To allow external programs access to the services you’ve deployed, you will need to create an Mesh resource.

You can create an mesh using the following commands:

kubectl apply -f -<<EOF
apiVersion: kuma.io/v1alpha1
kind: Mesh
metadata:
  name: default
  namespace: kuma-system
spec:
  metrics:
    backends:
    - name: prometheus-1
      type: prometheus
    enabledBackend: prometheus-1
EOF

Review the results:

kubectl get mesh --kubeconfig=/root/.kube/kurator-member1.config
           
NAME      AGE
default   12m

Kurator Rollout Plugin

Before delving into the how to Perform a Unified Rollout, ensure you have successfully installed the Rollout plugin as outlined in the Rollout plugin installation guide.

How to Perform a Unified Rollout

Configuring the Rollout Policy

You can deploy a canary application demo using Kuma by the following command:

kubectl apply -f examples/rollout/canaryKuma.yaml

Here is the configuration:

apiVersion: apps.kurator.dev/v1alpha1
kind: Application
metadata:
  name: rollout-kuma-demo
  namespace: default
spec:
  source:
    gitRepository:
      interval: 3m0s
      ref:
        branch: master
      timeout: 1m0s
      url: https://github.com/stefanprodan/podinfo
  syncPolicies:
    - destination:
        fleet: quickstart
      kustomization:
        interval: 0s
        path: ./deploy/webapp
        prune: true
        timeout: 2m0s
      rollout:
        testLoader: true
        trafficRoutingProvider: kuma
        workload:
          apiVersion: apps/v1
          name: backend
          kind: Deployment
          namespace: webapp
        serviceName: backend
        port: 9898
        rolloutPolicy:
          trafficRouting:
            protocol: http
            timeoutSeconds: 60
            canaryStrategy:
              maxWeight: 50
              stepWeight: 10
          trafficAnalysis:
             checkIntervalSeconds: 90
             checkFailedTimes: 2
             metrics:
             - name: kuma-request-success-rate
               intervalSeconds: 90
               thresholdRange:
                 min: 99
               customMetric: 
                 provider: 
                   type: prometheus
                   address: http://prometheus-server.mesh-observability:80
                 query: |
                   sum(
                     rate(
                       http_requests_total{
                         status!~"5.*"
                       }[{{ interval }}]
                     )
                   )
                   /
                   sum(
                     rate(
                       http_requests_total[{{ interval }}]
                     )
                   ) * 100                   
             webhooks:
                 timeoutSeconds: 60
                 command:
                 - "hey -z 1m -q 10 -c 2 http://podinfo-canary.test:9898/"
          rolloutTimeoutSeconds: 600
    - destination:
        fleet: quickstart
      kustomization:
        targetNamespace: default
        interval: 5m0s
        path: ./kustomize
        prune: true
        timeout: 2m0s

Notes: There is a problem with the metric provided by the current flagger, so customMetric is used.Here is the detailed API.

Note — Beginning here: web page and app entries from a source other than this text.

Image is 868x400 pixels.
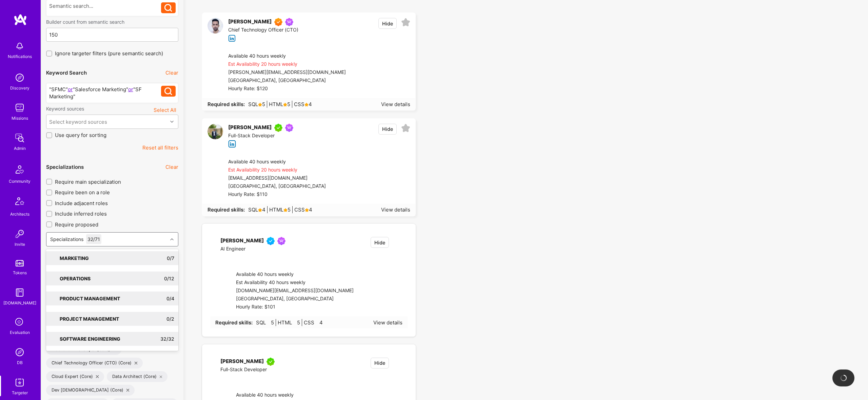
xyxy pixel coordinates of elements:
div: Software Engineering [59,335,128,342]
i: icon ArrowDown [123,296,127,302]
span: SQL 4 [247,206,266,213]
img: tokens [16,260,24,266]
img: Invite [13,227,26,241]
span: SQL 5 [247,101,265,108]
i: icon SelectionTeam [14,316,26,329]
div: View details [373,319,403,326]
div: Project Management [59,315,126,322]
div: Specializations [50,235,84,243]
div: Cloud Expert (Core) [46,371,104,382]
img: A.Teamer in Residence [275,123,282,132]
span: CSS 4 [292,206,312,213]
div: Admin [14,144,26,152]
div: 0 / 4 [166,291,175,305]
div: Keyword Search [46,69,87,76]
div: Full-Stack Developer [228,132,296,140]
img: Architects [11,194,28,211]
div: Notifications [8,53,32,60]
span: HTML 5 [267,206,291,213]
i: icon Close [126,389,129,391]
i: icon Close [96,375,99,377]
div: [GEOGRAPHIC_DATA], [GEOGRAPHIC_DATA] [228,182,326,190]
div: View details [381,206,410,213]
div: Product Management [59,295,127,302]
i: icon EmptyStar [397,357,403,362]
i: icon ArrowDown [122,317,126,322]
div: Available 40 hours weekly [236,271,354,278]
strong: Required skills: [208,101,245,108]
span: CSS 4 [292,101,312,108]
img: guide book [13,286,26,299]
i: icon linkedIn [221,255,226,260]
img: Skill Targeter [13,375,26,389]
div: [PERSON_NAME][EMAIL_ADDRESS][DOMAIN_NAME] [228,68,346,77]
i: icon EmptyStar [397,237,403,242]
i: icon ArrowDown [93,277,98,281]
img: Vetted A.Teamer [266,237,275,245]
img: logo [14,14,27,26]
i: icon Search [165,4,172,12]
i: icon Star [258,103,262,107]
div: Available 40 hours weekly [236,391,333,399]
span: SQL 5 [254,319,274,326]
i: icon ArrowDown [92,256,96,261]
div: Missions [11,114,28,122]
div: Available 40 hours weekly [228,52,346,60]
img: loading [839,374,848,382]
button: Select All [151,105,178,114]
div: Evaluation [10,329,30,336]
i: icon EmptyStar [401,18,410,27]
span: Require main specialization [55,178,121,185]
div: Tokens [13,269,27,276]
img: admin teamwork [13,131,26,144]
div: Chief Technology Officer (CTO) (Core) [46,357,143,368]
i: icon ArrowDown [123,337,128,342]
div: Hourly Rate: $110 [228,190,326,198]
span: HTML 5 [276,319,300,326]
div: [PERSON_NAME] [228,123,272,132]
i: icon Star [258,208,262,212]
img: bell [13,39,26,53]
img: A.Teamer in Residence [266,357,275,365]
a: User Avatar [208,123,223,147]
div: [EMAIL_ADDRESS][DOMAIN_NAME] [228,174,326,182]
div: DB [17,359,23,366]
button: Clear [166,163,178,171]
div: Available 40 hours weekly [228,158,326,166]
button: Hide [379,123,397,135]
label: Keyword sources [46,105,84,112]
i: icon Chevron [170,120,174,123]
strong: Required skills: [215,319,253,326]
i: icon Star [305,103,309,107]
div: 0 / 12 [164,271,175,285]
button: Reset all filters [142,144,178,151]
i: icon Star [292,320,297,326]
div: Community [9,177,31,185]
div: Discovery [11,84,29,92]
div: Data Architect (Core) [107,371,168,382]
div: Specializations [46,163,84,171]
div: Chief Technology Officer (CTO) [228,26,299,35]
i: icon Star [305,208,309,212]
span: Require been on a role [55,189,110,195]
span: Include inferred roles [55,210,107,217]
i: icon Star [315,320,319,326]
button: Hide [370,357,389,368]
img: User Avatar [208,123,223,139]
i: icon Search [165,87,172,95]
span: Include adjacent roles [55,199,108,207]
div: Targeter [12,389,28,396]
div: View details [381,101,410,108]
div: Est Availability 40 hours weekly [236,278,354,286]
strong: Required skills: [208,206,245,213]
div: "SFMC" or "Salesforce Marketing" or "SF Marketing" [49,86,161,100]
div: Hourly Rate: $120 [228,85,346,92]
img: Admin Search [13,345,26,359]
div: [PERSON_NAME] [228,18,272,26]
span: Ignore targeter filters (pure semantic search) [55,50,163,57]
div: Operations [59,274,98,282]
i: icon Star [283,103,288,107]
div: [PERSON_NAME] [221,357,264,365]
div: Est Availability 20 hours weekly [228,60,346,68]
span: Require proposed [55,221,99,228]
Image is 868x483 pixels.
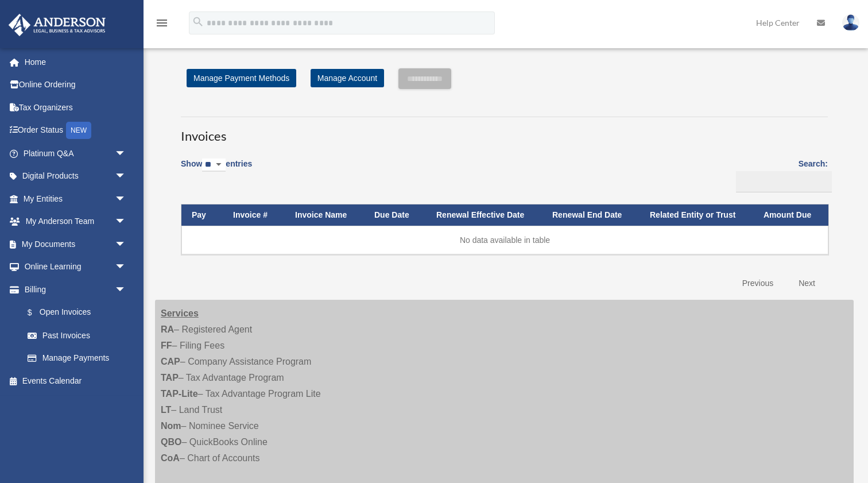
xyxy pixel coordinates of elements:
a: Next [790,271,824,295]
strong: QBO [161,437,182,446]
strong: Services [161,308,198,318]
a: Platinum Q&Aarrow_drop_down [8,142,143,165]
a: Billingarrow_drop_down [8,278,138,301]
a: Online Ordering [8,73,143,97]
a: Past Invoices [16,323,138,347]
strong: CoA [161,453,179,463]
th: Pay: activate to sort column descending [182,204,222,225]
label: Search: [732,157,828,192]
a: My Entitiesarrow_drop_down [8,187,143,210]
strong: CAP [161,357,180,366]
a: Events Calendar [8,369,143,392]
th: Renewal Effective Date: activate to sort column ascending [426,204,542,225]
a: $Open Invoices [16,301,132,324]
a: Home [8,51,143,73]
a: Digital Productsarrow_drop_down [8,165,143,188]
label: Show entries [181,157,252,183]
a: Tax Organizers [8,96,143,119]
a: My Documentsarrow_drop_down [8,232,143,256]
th: Invoice #: activate to sort column ascending [222,204,285,225]
span: arrow_drop_down [115,165,138,189]
th: Amount Due: activate to sort column ascending [753,204,828,225]
strong: Nom [161,421,182,431]
select: Showentries [202,158,225,172]
strong: RA [161,324,174,334]
span: arrow_drop_down [115,142,138,165]
div: NEW [66,121,91,139]
input: Search: [736,171,832,193]
th: Related Entity or Trust: activate to sort column ascending [639,204,753,225]
span: arrow_drop_down [115,210,138,234]
strong: TAP [161,373,179,382]
span: $ [34,305,40,320]
img: Anderson Advisors Platinum Portal [5,14,109,36]
a: Manage Payments [16,347,138,369]
strong: FF [161,340,172,350]
a: Manage Account [311,69,384,88]
i: menu [155,16,169,30]
a: Manage Payment Methods [186,69,296,88]
strong: LT [161,405,171,415]
a: Online Learningarrow_drop_down [8,256,143,278]
span: arrow_drop_down [115,278,138,302]
span: arrow_drop_down [115,232,138,256]
th: Renewal End Date: activate to sort column ascending [542,204,639,225]
span: arrow_drop_down [115,187,138,210]
td: No data available in table [182,225,828,254]
th: Due Date: activate to sort column ascending [364,204,426,225]
a: Order StatusNEW [8,119,143,143]
i: search [191,16,204,28]
a: My Anderson Teamarrow_drop_down [8,210,143,233]
h3: Invoices [181,117,828,145]
a: menu [155,20,169,30]
img: User Pic [842,14,860,31]
a: Previous [734,271,782,295]
th: Invoice Name: activate to sort column ascending [285,204,364,225]
strong: TAP-Lite [161,388,198,398]
span: arrow_drop_down [115,256,138,279]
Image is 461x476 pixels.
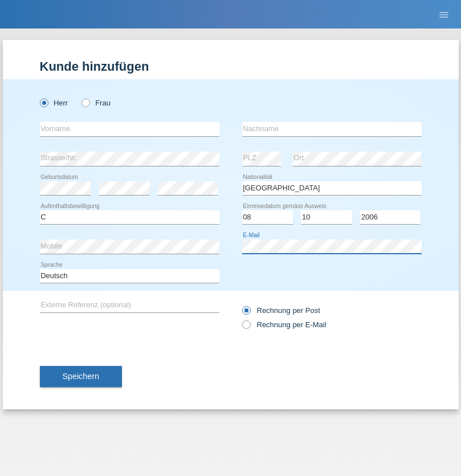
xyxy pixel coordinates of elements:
[40,366,122,387] button: Speichern
[82,99,89,106] input: Frau
[432,11,455,18] a: menu
[242,306,320,315] label: Rechnung per Post
[242,306,250,321] input: Rechnung per Post
[63,371,99,381] span: Speichern
[40,99,47,106] input: Herr
[40,99,69,107] label: Herr
[438,9,450,21] i: menu
[242,321,250,335] input: Rechnung per E-Mail
[82,99,111,107] label: Frau
[40,59,422,74] h1: Kunde hinzufügen
[242,321,327,329] label: Rechnung per E-Mail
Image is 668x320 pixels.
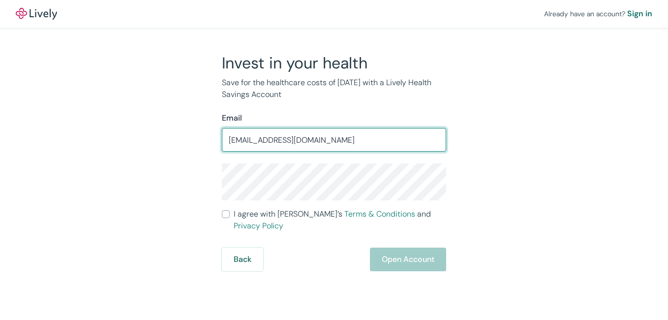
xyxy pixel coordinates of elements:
[234,220,283,231] a: Privacy Policy
[222,247,263,271] button: Back
[222,112,242,124] label: Email
[544,8,652,20] div: Already have an account?
[234,208,446,232] span: I agree with [PERSON_NAME]’s and
[16,8,57,20] a: LivelyLively
[16,8,57,20] img: Lively
[344,208,415,219] a: Terms & Conditions
[222,53,446,73] h2: Invest in your health
[222,77,446,100] p: Save for the healthcare costs of [DATE] with a Lively Health Savings Account
[627,8,652,20] a: Sign in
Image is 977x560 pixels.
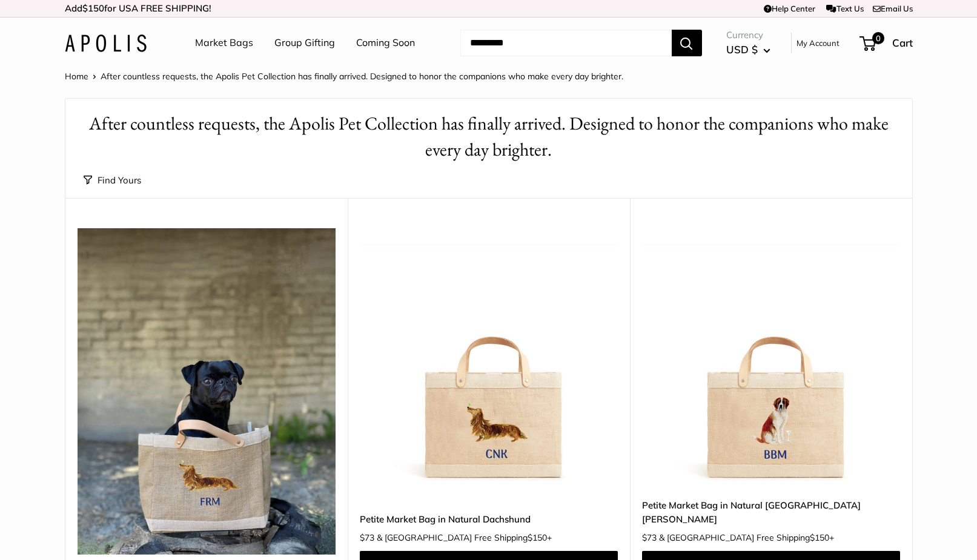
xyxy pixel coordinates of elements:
a: My Account [796,36,839,50]
a: Petite Market Bag in Natural Dachshund [360,513,618,526]
a: Market Bags [195,34,254,52]
span: $150 [527,532,547,543]
img: The Limited Pets Collection: Inspired by Your Best Friends [78,228,335,554]
a: Coming Soon [356,34,415,52]
button: Find Yours [84,172,141,189]
a: Email Us [873,3,913,13]
span: 0 [872,32,883,44]
h1: After countless requests, the Apolis Pet Collection has finally arrived. Designed to honor the co... [84,111,894,163]
a: Group Gifting [274,34,335,52]
span: & [GEOGRAPHIC_DATA] Free Shipping + [376,533,552,542]
span: Currency [726,27,770,43]
a: Text Us [826,3,863,13]
span: $150 [82,2,104,14]
span: $73 [360,532,374,543]
span: & [GEOGRAPHIC_DATA] Free Shipping + [659,533,834,542]
span: USD $ [726,43,758,56]
button: USD $ [726,40,770,59]
a: Help Center [764,3,815,13]
span: $150 [810,532,829,543]
a: Petite Market Bag in Natural DachshundPetite Market Bag in Natural Dachshund [360,228,618,486]
span: $73 [642,532,656,543]
input: Search... [460,29,672,57]
a: Home [65,71,89,82]
a: Petite Market Bag in Natural [GEOGRAPHIC_DATA][PERSON_NAME] [642,499,900,527]
img: Petite Market Bag in Natural Dachshund [360,228,618,486]
a: 0 Cart [860,34,913,52]
img: Petite Market Bag in Natural St. Bernard [642,228,900,486]
a: Petite Market Bag in Natural St. BernardPetite Market Bag in Natural St. Bernard [642,228,900,486]
button: Search [672,29,702,57]
span: Cart [892,36,913,49]
img: Apolis [65,34,147,52]
span: After countless requests, the Apolis Pet Collection has finally arrived. Designed to honor the co... [101,71,623,82]
nav: Breadcrumb [65,68,623,84]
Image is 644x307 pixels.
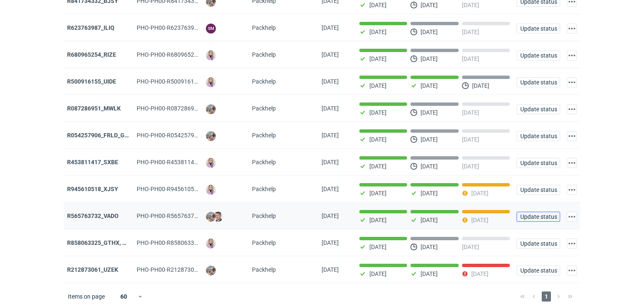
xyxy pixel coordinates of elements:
p: [DATE] [420,190,437,196]
img: Klaudia Wiśniewska [206,51,216,61]
p: [DATE] [420,28,437,35]
button: Update status [516,265,560,275]
span: Packhelp [252,132,276,138]
p: [DATE] [420,163,437,169]
img: Michał Palasek [206,104,216,114]
span: 26/08/2025 [321,266,339,273]
span: Packhelp [252,185,276,192]
span: PHO-PH00-R054257906_FRLD_GMZJ_SABM [136,132,254,138]
p: [DATE] [369,271,386,277]
a: R858063325_GTHX, NNPL, JAAG, JGXY, QTVD, WZHN, ITNR, EUMI [67,239,241,246]
span: Update status [520,53,556,58]
span: PHO-PH00-R212873061_UZEK [136,266,218,273]
span: 04/09/2025 [321,132,339,138]
button: Actions [567,51,577,61]
p: [DATE] [420,271,437,277]
span: 02/09/2025 [321,185,339,192]
p: [DATE] [472,82,489,89]
a: R054257906_FRLD_GMZJ_SABM [67,132,155,138]
p: [DATE] [420,82,437,89]
a: R945610518_XJSY [67,185,118,192]
p: [DATE] [462,243,479,250]
a: R680965254_RIZE [67,51,116,58]
a: R212873061_UZEK [67,266,118,273]
button: Update status [516,104,560,114]
span: Update status [520,187,556,193]
button: Update status [516,185,560,195]
img: Michał Palasek [206,131,216,141]
span: Items on page [68,292,105,300]
span: Packhelp [252,239,276,246]
button: Update status [516,51,560,61]
span: PHO-PH00-R453811417_SXBE [136,159,218,166]
span: Update status [520,79,556,85]
figcaption: SM [206,23,216,33]
p: [DATE] [420,56,437,62]
button: Update status [516,131,560,141]
span: 04/09/2025 [321,105,339,112]
span: 1 [542,291,551,301]
a: R623763987_ILIQ [67,24,114,31]
img: Klaudia Wiśniewska [206,158,216,168]
p: [DATE] [462,109,479,116]
a: R565763732_VADO [67,212,118,219]
span: 11/09/2025 [321,24,339,31]
span: PHO-PH00-R565763732_VADO [136,212,218,219]
p: [DATE] [420,243,437,250]
p: [DATE] [369,217,386,223]
p: [DATE] [420,2,437,9]
span: Packhelp [252,266,276,273]
p: [DATE] [462,28,479,35]
p: [DATE] [369,243,386,250]
span: PHO-PH00-R500916155_UIDE [136,78,216,85]
button: Actions [567,185,577,195]
span: Update status [520,106,556,112]
p: [DATE] [462,2,479,9]
img: Michał Palasek [206,211,216,222]
span: Update status [520,25,556,32]
span: Packhelp [252,24,276,31]
p: [DATE] [369,82,386,89]
p: [DATE] [420,109,437,116]
p: [DATE] [462,163,479,169]
span: 05/09/2025 [321,78,339,85]
div: 60 [110,290,138,302]
span: PHO-PH00-R680965254_RIZE [136,51,215,58]
button: Actions [567,131,577,141]
p: [DATE] [369,190,386,196]
a: R087286951_MWLK [67,105,121,112]
span: 27/08/2025 [321,239,339,246]
span: PHO-PH00-R945610518_XJSY [136,185,217,192]
button: Actions [567,211,577,222]
button: Actions [567,77,577,87]
span: Packhelp [252,51,276,58]
button: Update status [516,23,560,33]
p: [DATE] [369,28,386,35]
span: Update status [520,214,556,219]
span: Packhelp [252,212,276,219]
button: Actions [567,238,577,248]
span: PHO-PH00-R087286951_MWLK [136,105,220,112]
p: [DATE] [369,2,386,9]
p: [DATE] [462,136,479,143]
button: Update status [516,211,560,222]
img: Klaudia Wiśniewska [206,185,216,195]
p: [DATE] [420,217,437,223]
strong: R500916155_UIDE [67,78,116,85]
p: [DATE] [471,271,488,277]
button: Actions [567,265,577,275]
button: Actions [567,158,577,168]
span: 05/09/2025 [321,51,339,58]
p: [DATE] [420,136,437,143]
img: Klaudia Wiśniewska [206,238,216,248]
a: R453811417_SXBE [67,159,118,166]
button: Actions [567,104,577,114]
p: [DATE] [369,136,386,143]
img: Maciej Sikora [213,211,223,222]
p: [DATE] [471,190,488,196]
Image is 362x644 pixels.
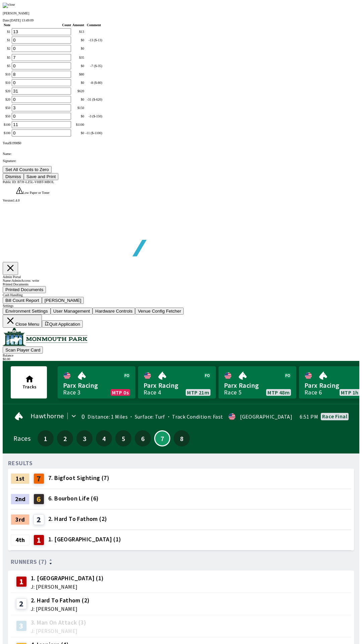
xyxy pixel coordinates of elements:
[3,279,359,283] div: Name: Admin Access: write
[85,38,102,42] div: -13 ($-13)
[4,54,11,62] td: $ 5
[4,22,11,28] th: Note
[10,18,33,22] span: [DATE] 13:49:09
[11,473,30,484] div: 1st
[85,22,103,28] th: Comment
[3,297,42,304] button: Bill Count Report
[135,430,151,446] button: 6
[14,436,30,441] div: Races
[156,437,168,440] span: 7
[174,430,190,446] button: 8
[3,308,51,314] button: Environment Settings
[30,413,64,419] span: Hawthorne
[11,494,30,504] div: 2nd
[9,141,18,145] span: $ 1998
[77,430,93,446] button: 3
[3,173,24,180] button: Dismiss
[72,98,84,101] div: $ 0
[165,413,223,420] span: Track Condition: Fast
[31,574,104,582] span: 1. [GEOGRAPHIC_DATA] (1)
[4,79,11,86] td: $ 10
[33,473,44,484] div: 7
[3,327,88,346] img: venue logo
[49,474,109,482] span: 7. Bigfoot Sighting (7)
[117,436,130,440] span: 5
[38,430,54,446] button: 1
[3,357,359,361] div: $ 0.00
[85,131,102,135] div: -11 ($-1100)
[33,535,44,545] div: 1
[78,436,90,440] span: 3
[24,173,59,180] button: Save and Print
[81,414,85,419] div: 0
[3,180,359,184] div: Public ID:
[72,89,84,93] div: $ 620
[3,286,46,293] button: Printed Documents
[72,56,84,59] div: $ 35
[39,436,52,440] span: 1
[42,320,83,327] button: Quit Application
[51,308,93,314] button: User Management
[175,436,188,440] span: 8
[3,304,359,308] div: Settings
[135,308,184,314] button: Venue Config Fetcher
[33,514,44,525] div: 2
[3,141,359,145] div: Total
[3,152,359,156] p: Name:
[85,64,102,68] div: -7 ($-35)
[16,598,27,609] div: 2
[16,621,27,631] div: 3
[72,131,84,135] div: $ 0
[11,559,46,564] span: Runners (7)
[115,430,132,446] button: 5
[72,22,85,28] th: Amount
[85,114,102,118] div: -3 ($-150)
[31,584,104,590] span: J: [PERSON_NAME]
[4,104,11,112] td: $ 50
[63,390,80,395] div: Race 3
[72,106,84,109] div: $ 150
[22,191,50,195] span: Low Paper or Toner
[72,64,84,68] div: $ 0
[187,390,209,395] span: MTP 21m
[49,514,107,523] span: 2. Hard To Fathom (2)
[3,166,51,173] button: Set All Counts to Zero
[33,494,44,504] div: 6
[72,122,84,127] div: $ 1100
[3,314,42,327] button: Close Menu
[219,367,296,398] a: Parx RacingRace 5MTP 48m
[304,390,322,395] div: Race 6
[93,308,135,314] button: Hardware Controls
[59,436,72,440] span: 2
[12,22,72,28] th: Count
[98,436,110,440] span: 4
[154,430,170,446] button: 7
[18,202,211,273] img: global tote logo
[31,596,90,605] span: 2. Hard To Fathom (2)
[31,606,90,611] span: J: [PERSON_NAME]
[143,390,161,395] div: Race 4
[3,346,43,354] button: Scan Player Card
[4,45,11,52] td: $ 2
[4,70,11,78] td: $ 10
[4,36,11,44] td: $ 1
[22,384,36,390] span: Tracks
[3,3,15,8] img: close
[4,96,11,104] td: $ 20
[63,381,130,390] span: Parx Racing
[17,180,54,184] span: B7JF-LZ5L-VHBT-MBOL
[31,628,86,634] span: J: [PERSON_NAME]
[85,98,102,101] div: -31 ($-620)
[11,535,30,545] div: 4th
[3,12,359,15] p: [PERSON_NAME]
[31,618,86,627] span: 3. Man On Attack (3)
[11,559,351,565] div: Runners (7)
[72,72,84,76] div: $ 80
[72,38,84,42] div: $ 0
[224,390,241,395] div: Race 5
[57,430,73,446] button: 2
[143,381,211,390] span: Parx Racing
[4,121,11,128] td: $ 100
[4,62,11,70] td: $ 5
[49,494,99,503] span: 6. Bourbon Life (6)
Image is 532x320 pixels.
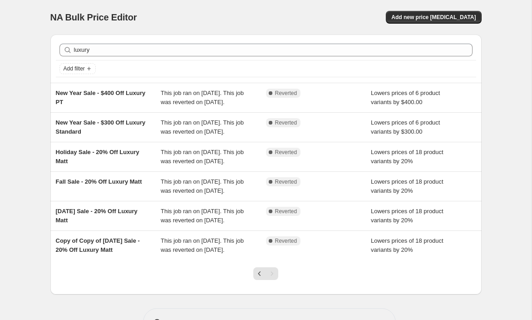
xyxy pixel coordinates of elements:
[161,178,244,194] span: This job ran on [DATE]. This job was reverted on [DATE].
[391,14,476,21] span: Add new price [MEDICAL_DATA]
[56,148,139,164] span: Holiday Sale - 20% Off Luxury Matt
[275,237,297,244] span: Reverted
[275,148,297,156] span: Reverted
[253,267,266,280] button: Previous
[56,119,146,135] span: New Year Sale - $300 Off Luxury Standard
[64,65,85,72] span: Add filter
[371,148,444,164] span: Lowers prices of 18 product variants by 20%
[161,119,244,135] span: This job ran on [DATE]. This job was reverted on [DATE].
[161,237,244,253] span: This job ran on [DATE]. This job was reverted on [DATE].
[50,12,137,22] span: NA Bulk Price Editor
[56,208,138,223] span: [DATE] Sale - 20% Off Luxury Matt
[56,237,140,253] span: Copy of Copy of [DATE] Sale - 20% Off Luxury Matt
[371,178,444,194] span: Lowers prices of 18 product variants by 20%
[275,119,297,126] span: Reverted
[371,237,444,253] span: Lowers prices of 18 product variants by 20%
[371,89,440,105] span: Lowers prices of 6 product variants by $400.00
[161,148,244,164] span: This job ran on [DATE]. This job was reverted on [DATE].
[275,178,297,185] span: Reverted
[56,89,146,105] span: New Year Sale - $400 Off Luxury PT
[275,89,297,97] span: Reverted
[161,89,244,105] span: This job ran on [DATE]. This job was reverted on [DATE].
[371,208,444,223] span: Lowers prices of 18 product variants by 20%
[161,208,244,223] span: This job ran on [DATE]. This job was reverted on [DATE].
[386,11,481,24] button: Add new price [MEDICAL_DATA]
[56,178,142,185] span: Fall Sale - 20% Off Luxury Matt
[371,119,440,135] span: Lowers prices of 6 product variants by $300.00
[275,208,297,215] span: Reverted
[253,267,278,280] nav: Pagination
[59,63,96,74] button: Add filter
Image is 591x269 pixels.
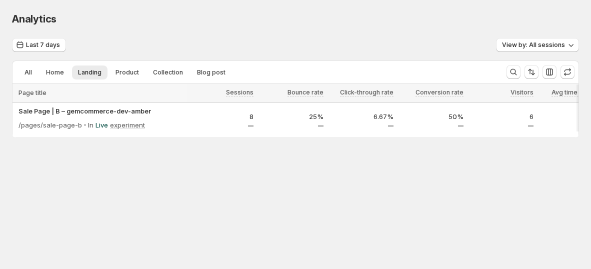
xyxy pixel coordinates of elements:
span: Visitors [510,88,533,96]
p: 6.67% [329,111,393,121]
p: 25% [259,111,323,121]
p: 50% [399,111,463,121]
button: View by: All sessions [496,38,579,52]
span: Landing [78,68,101,76]
span: Conversion rate [415,88,463,96]
p: 6 [469,111,533,121]
button: Last 7 days [12,38,66,52]
p: In [88,120,93,130]
span: View by: All sessions [502,41,565,49]
span: All [24,68,32,76]
span: Sessions [226,88,253,96]
p: 8 [189,111,253,121]
p: /pages/sale-page-b [18,120,82,130]
span: Blog post [197,68,225,76]
span: Bounce rate [287,88,323,96]
span: Last 7 days [26,41,60,49]
span: Product [115,68,139,76]
span: Page title [18,89,46,97]
button: Search and filter results [506,65,520,79]
span: Home [46,68,64,76]
p: experiment [110,120,145,130]
span: Click-through rate [340,88,393,96]
span: Analytics [12,13,56,25]
span: Collection [153,68,183,76]
p: Live [95,120,108,130]
button: Sale Page | B – gemcommerce-dev-amber [18,106,183,116]
button: Sort the results [524,65,538,79]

To use Kuma, you need to provide the protocol it uses. If you do not specify the protocol, Kurator will use http by default.

Given the output provided, let’s dive deeper to understand the various elements and their implications:

  • Kurator allows customizing Rollout strategies under the Spec.syncPolicies.rollout section for services deployed via kustomization or helmrelease. It will establish and implement Canary Deployment for these services according to the configuration defined here.
  • The workload defines the target resource for the Canary Deployment. The kind specifies the resource type, which can be either deployment or daemonset.
  • The serviceName and port specify the name of the service for the workload as well as the exposed port number.
  • The trafficAnalysis section defines the configuration for evaluating a new release version’s health and readiness during a rollout process.
    • The checkFailedTimes parameter specifies the maximum number of failed check results allowed throughout the Canary Deployment lifecycle.
    • checkIntervalSeconds denotes the time interval between consecutive health evaluation checks.
    • The metrics identify the metrics that will be monitored to determine the deployment’s health status. You can choose between the two built-in metric types request-success-rate and request-duration or write your own metric
    • The webhooks provide an extensibility mechanism for the analysis procedures. In this configuration, webhooks communicate with the testloader to generate test traffic for the healthchecks.
  • The trafficRouting configuration specifies how traffic will be shifted to the canary deployment during the rollout process.
    • The maxWeight parameter defines the maximum percentage of traffic that can be routed to the canary before promotion.
    • stepWeight determines the incremental amount by which traffic will be increased after each successful analysis iteration, allowing the canary to be validated under a gradually growing proportion of real-world load. Kurator also supports configuring both the traffic settings for the full release after validation completes, as well as non-graduated traffic shifts during the testing period. Please refer to Application API Reference for more details on directly setting the release and test traffic distributions.
  • The rolloutStatus section displays the actual processing status of rollout within the fleet.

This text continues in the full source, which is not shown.